Elliott Gould recently celebrated his eightieth birthday, which presents a fitting moment to appreciate his contributions as one of the notable participants in the New Hollywood. From 1968 to 1977 (stretching slightly here to include Capricorn One, a ridiculous movie that we have a tremendous fondness for), Gould appeared in a score of feature films. That number might have been even higher, but for a period between 1971 and 1973 when his reputation for being “difficult” led to a hiatus in his employability. (We should note this was largely old school “fighting over content” difficult, not “I want peeled grapes and sushi in my all-white dressing room” difficult. And he couldn’t have been that difficult—Robert Altman and Paul Mazursky each wanted to sign him up for back-to-back efforts, but Gould curiously turned down both McCabe & Mrs. Miller and Alex in Wonderland.)

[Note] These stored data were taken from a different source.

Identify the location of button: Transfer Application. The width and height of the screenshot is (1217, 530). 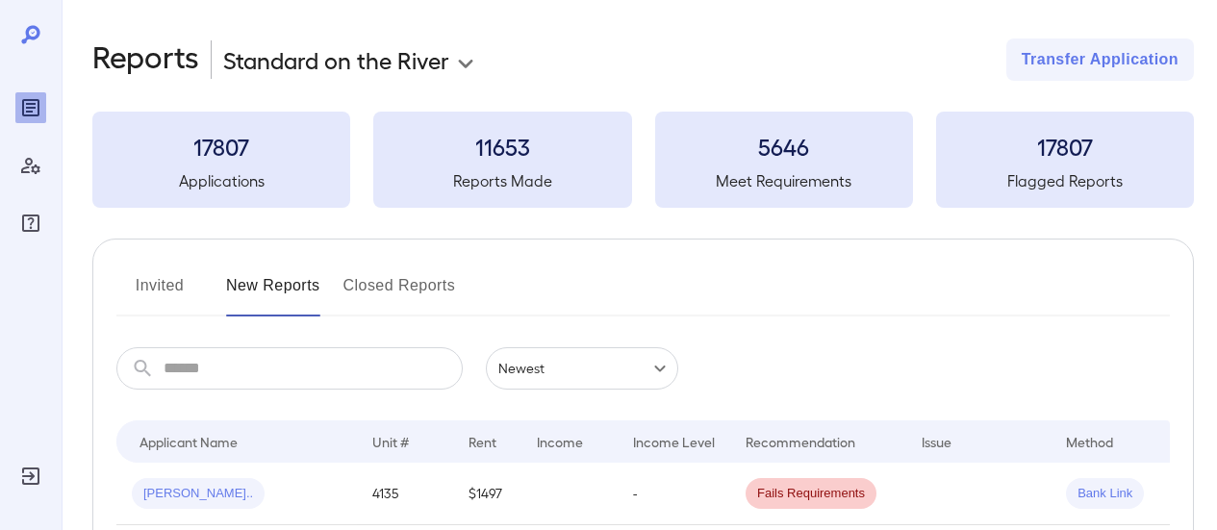
(1100, 60).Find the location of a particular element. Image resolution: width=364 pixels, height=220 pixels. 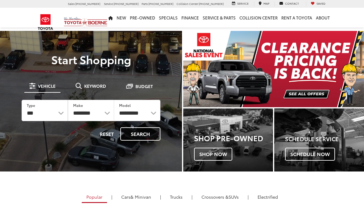

span: Budget is located at coordinates (144, 86). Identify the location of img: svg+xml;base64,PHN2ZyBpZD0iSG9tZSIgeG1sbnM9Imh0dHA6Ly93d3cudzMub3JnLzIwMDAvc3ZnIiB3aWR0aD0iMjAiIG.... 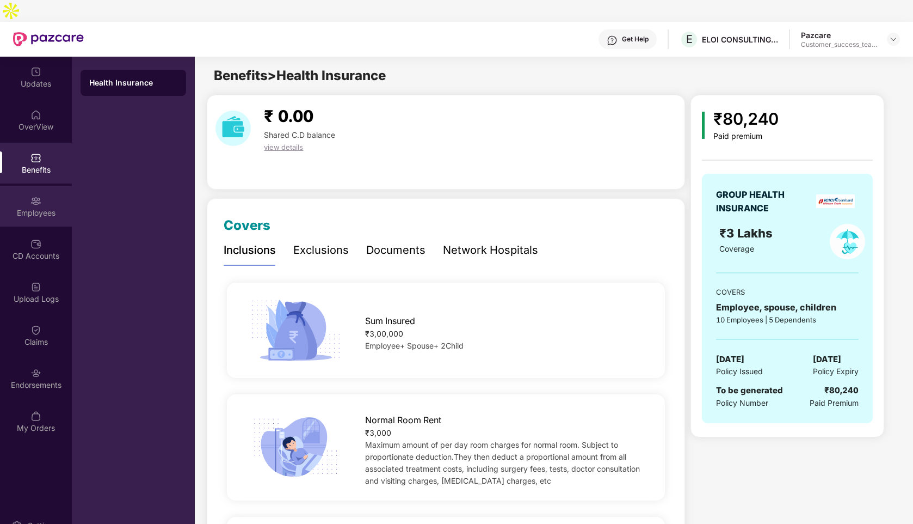
(36, 115).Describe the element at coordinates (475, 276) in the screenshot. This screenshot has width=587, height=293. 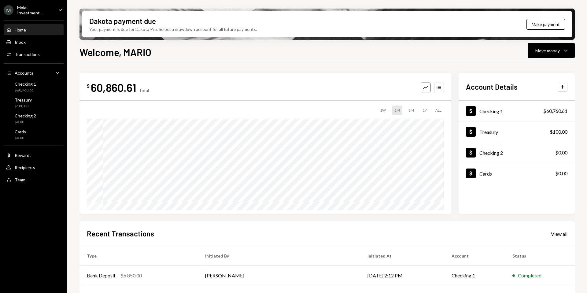
I see `td: Checking 1` at that location.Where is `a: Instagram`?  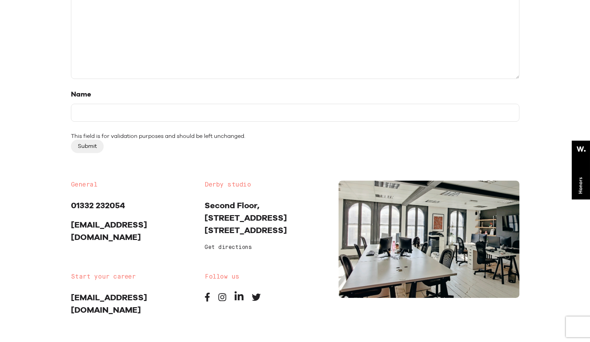
a: Instagram is located at coordinates (222, 300).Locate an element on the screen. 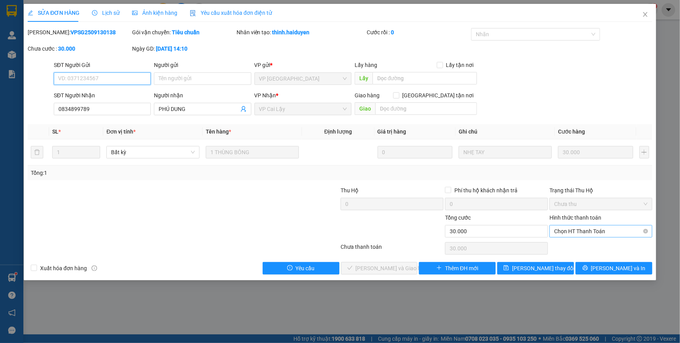  span: user-add is located at coordinates (243, 109).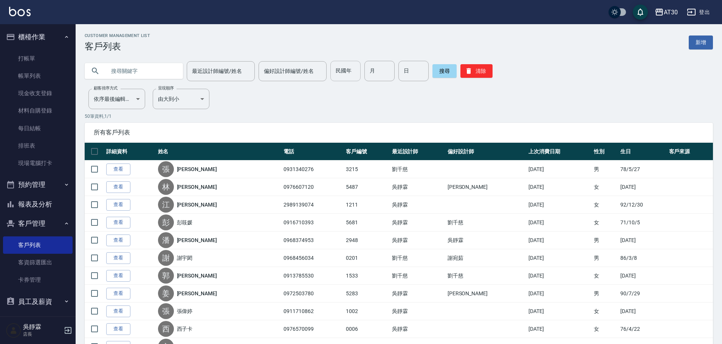 Image resolution: width=722 pixels, height=344 pixels. I want to click on th: 最近設計師, so click(418, 152).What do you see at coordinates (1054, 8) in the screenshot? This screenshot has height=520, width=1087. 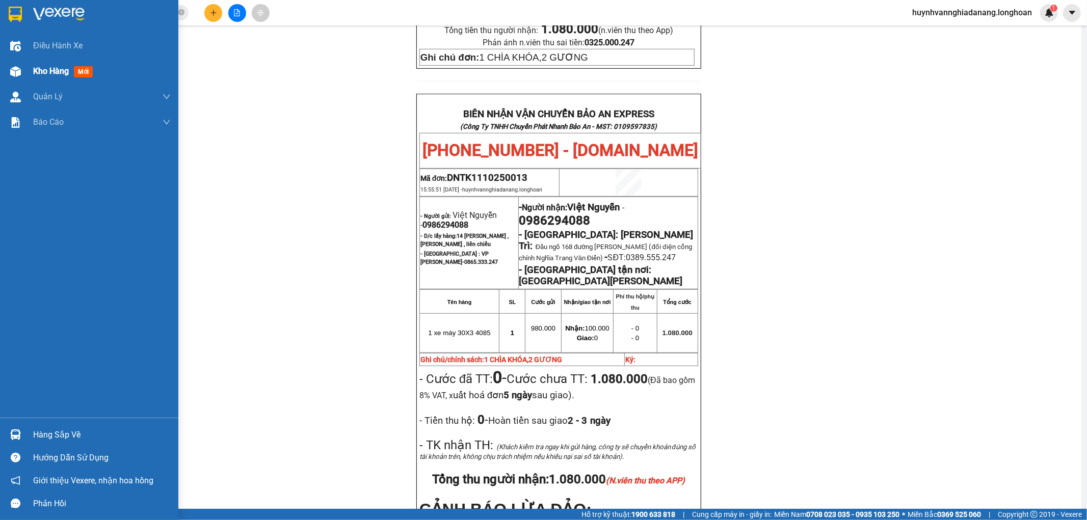 I see `sup: 1` at bounding box center [1054, 8].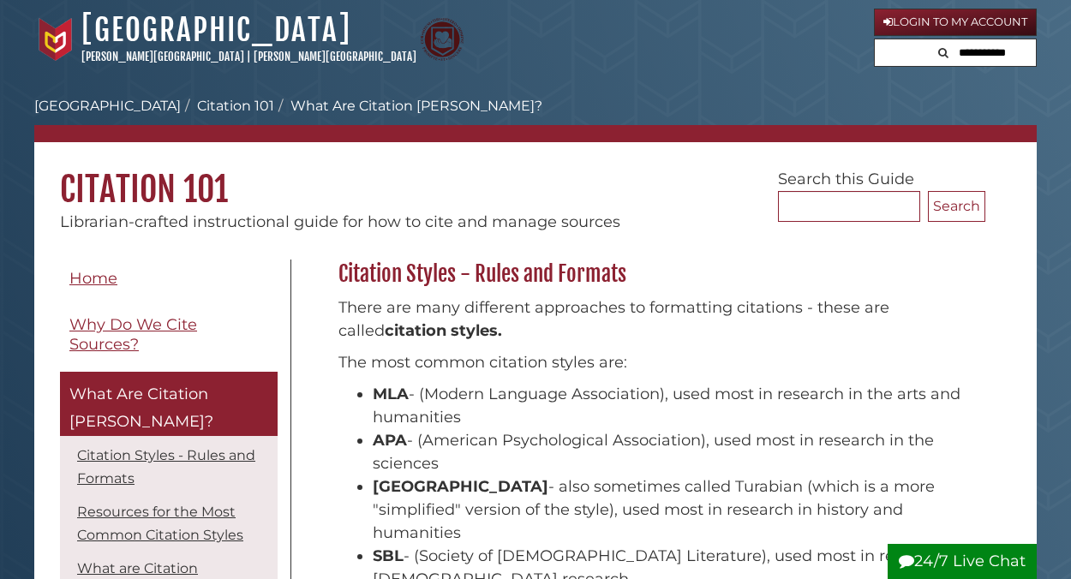  What do you see at coordinates (340, 222) in the screenshot?
I see `span: Librarian-crafted instructional guide for how to cite and manage sources` at bounding box center [340, 222]. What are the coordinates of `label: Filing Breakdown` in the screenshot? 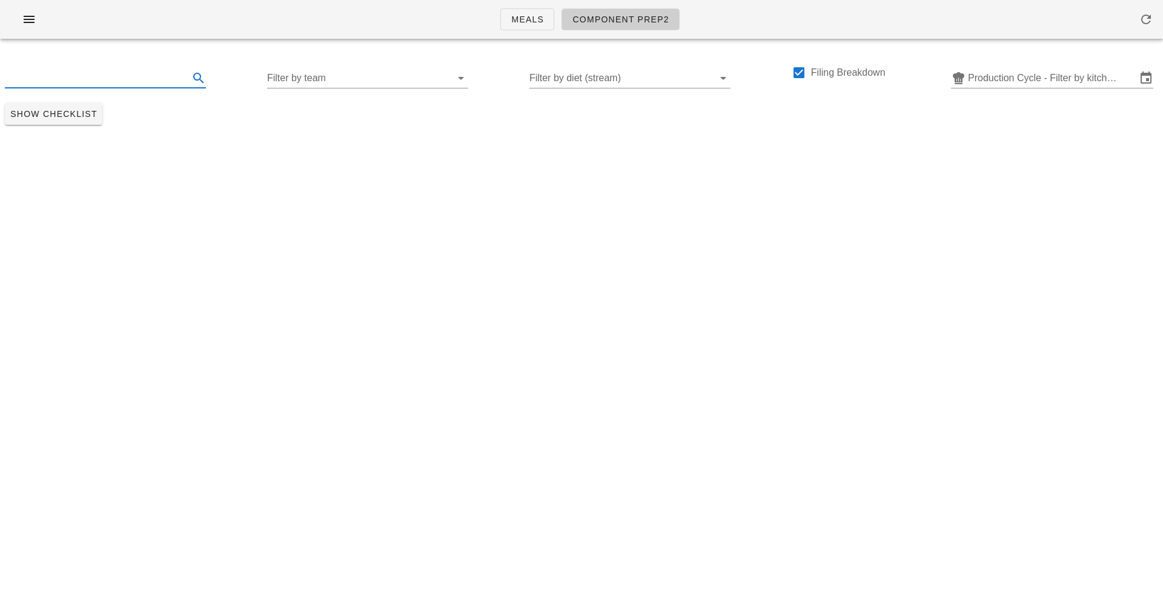 It's located at (848, 73).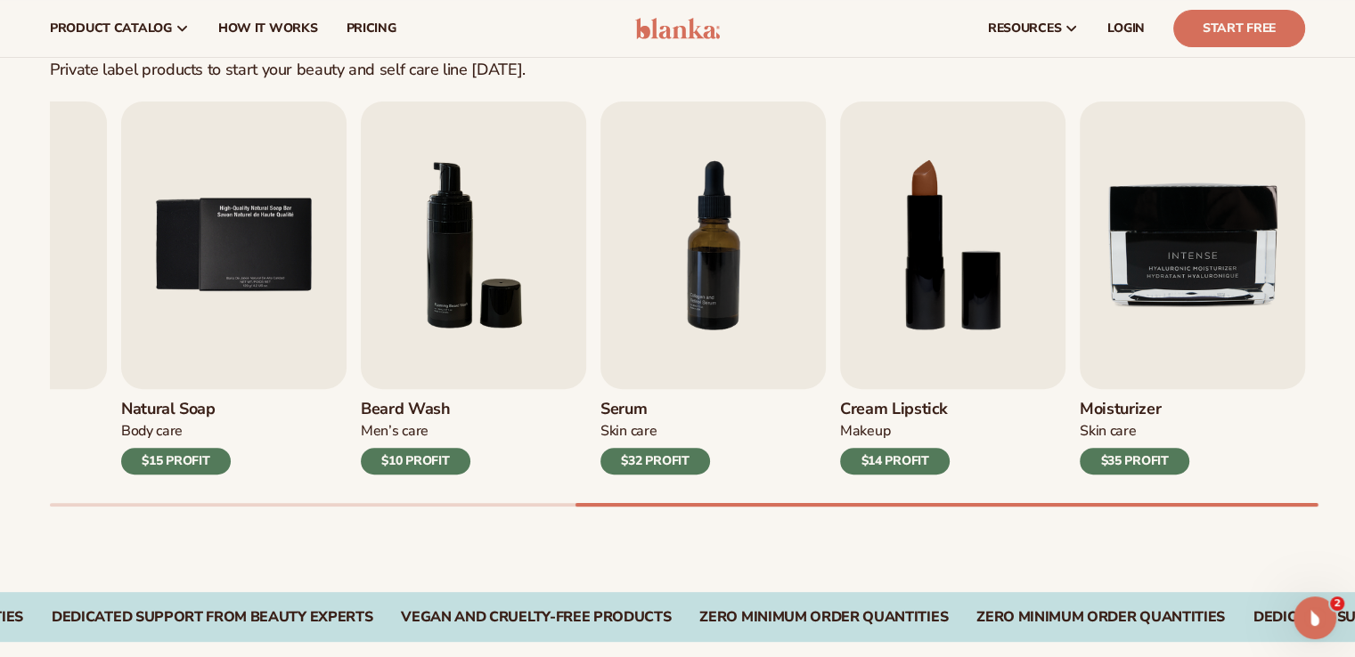 The image size is (1355, 657). Describe the element at coordinates (655, 410) in the screenshot. I see `h3: Serum` at that location.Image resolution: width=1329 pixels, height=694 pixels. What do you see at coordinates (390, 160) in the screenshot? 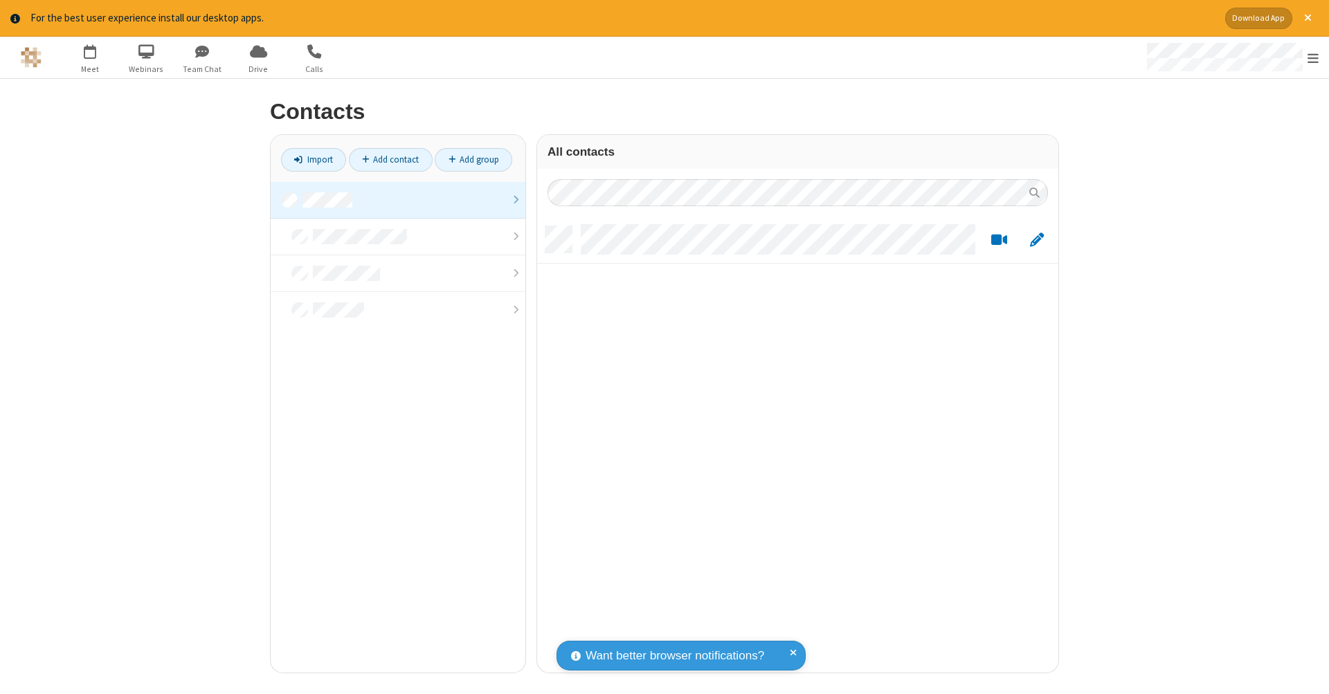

Of those many movies, a good number fall in the category of fair-to-middling (partially a function, as suggested above, of the actor’s idiosyncratic choices). The period-pitched college-campus-in-upheaval Getting Straight, opposite Candice Bergen and Jeff Corey, has many strong moments (and wears its years better than the “isn’t monogamy hard in the seventies” comedies Move and I Love my Wife, both from 1970, wherein our hero struggles to find happiness with Paula Prentiss and Brenda Vaccaro, respectively). Gould also showed a flair for action, with the very-seventies cop film Busting alongside Robert Blake and the always welcome Allen Garfield, and the similarly-seventies espionage thriller Who?
Gould’s case for the New Hollywood Hall of Fame, however, is not based on his singles and doubles, but a half dozen tape-measure home runs, in an impressive run of films from 1969-1974: Bob & Carol & Ted & Alice (1969), MASH (1970), Little Murders (1971), The Touch (1971), The Long Goodbye (1973), and California Split (1974).
Paul Mazursky’s debut feature is set in motion by the revolutionary, new-age lifestyle choices embraced by Bob & Carol (Robert Culp and Natalie Wood). But as the movie smartly and slyly suggests, more interesting still is the effect of those choices on their straight-laced best friends. Gould, as Ted (Dyan Cannon plays Alice), is at the center of this, in an extraordinary performance highlighted by a harrowing, Cassavetes-worthy bedroom argument that extends for ten discomforting minutes.
MASH was the first of Gould’s three Altman collaborations (a cameo in Nashville would make four); it was also where Gould first encountered Donald Sutherland. After first circling each other warily, the two actors became very close friends, and, in turn, famously clashed with Altman throughout the production. Gould, of course, would come to see Altman quite differently: “God, Robert Altman… You’ll bring me to tears. I mean, he was like my father. I just loved him, and there was so much other work, more work that we talked about and would’ve loved to have done together.” What they did accomplish together, of course, was quite special. In addition to MASH, they collaborated on California Spilt (Gould alongside George Segal in an incisive portrait of compulsive gamblers, usually associated with Altman’s love of such activities and his penchant for taking wild risks, but which Gould also describes as “semi-autobiographical”), and The Long Goodbye, one the landmarks of the seventies.
In his four-star review, Roger Ebert described Little Murders as “a very New York kind of movie, paranoid, masochistic and nervous.” It boasts an impressive array of talent: directed by Alan Arkin and written by Jules Feiffer (based on his Broadway play), Murders was shot by seventies maestro Gordon Willis (Michael Chapman operated the camera), and featured an excellent cast (including a terrific one-off scene with Sutherland). Gould’s performance (he also produced the film) both carries the movie and holds it together; standout moments include his blood-soaked subway ride (one that summarizes in an image the seventies shell-shocked big apple), and this riveting monologue.
The New Hollywood was about making movies, but it was also about personal exploration, taking chances, and learning—three things that led Gould, then with all of a half-dozen comedies on his resume, to decamp to Sweden and star in Ingmar Bergman’s The Touch. Also befitting the ethos of the movement – and just as gutsy a move – is that his character is a rather unpleasant fellow, and Gould does nothing to even hint to the camera reassuringly that he’s still your friendly neighborhood movie star just kicking the tires on a heavy role. Instead, without flinching, he holds his own alongside legends Max von Sydow and Bibi Andersson, in one of the great (if still under-appreciated) films of Bergman’s middle period. Or as Gould puts in in this marvelous, long form interview, “the film is a fucking masterpiece, and it’s like the song goes: You can’t take that away from me.”